Do not assume you are unaffected simply because you have not yet experienced the fault. The defect may only present under particular conditions, and waiting for it to manifest is not a sensible approach.
The Bigger Picture: Recalls, Trust, and the Electronics Inside Modern Cars

This recall is a pointed reminder of something that does not get discussed often enough: modern vehicles are deeply reliant on electronic systems, and those systems can introduce unexpected failure modes into components that previous generations of drivers would never have imagined could go wrong electronically. A door handle was once a cable, a rod, and a latch. Today it can be part of a networked system that responds to signals from engine management software — and when that software misbehaves, the consequences can be stranger and more serious than a traditional mechanical fault.
Stellantis moving to address this through a formal recall is the correct response.
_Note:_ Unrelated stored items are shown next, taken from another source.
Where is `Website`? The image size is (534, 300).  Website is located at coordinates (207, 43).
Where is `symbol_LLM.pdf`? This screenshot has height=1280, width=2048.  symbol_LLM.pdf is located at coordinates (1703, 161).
But the situation does raise legitimate questions about how a fault affecting something as fundamental as a door handle passes through quality control and homologation in the first place. For Peugeot and DS — brands positioning themselves as refined and increasingly premium in the European market — a safety recall centred on a basic exit mechanism is a reputational challenge that cannot be brushed aside.
Across Europe, consumers are paying closer attention to how manufacturers handle defects: not just whether they issue a recall, but how quickly they act, how transparently they communicate, and how effectively the fix resolves the underlying problem. In that context, the speed and clarity of Stellantis’s response will matter almost as much as the technical solution itself.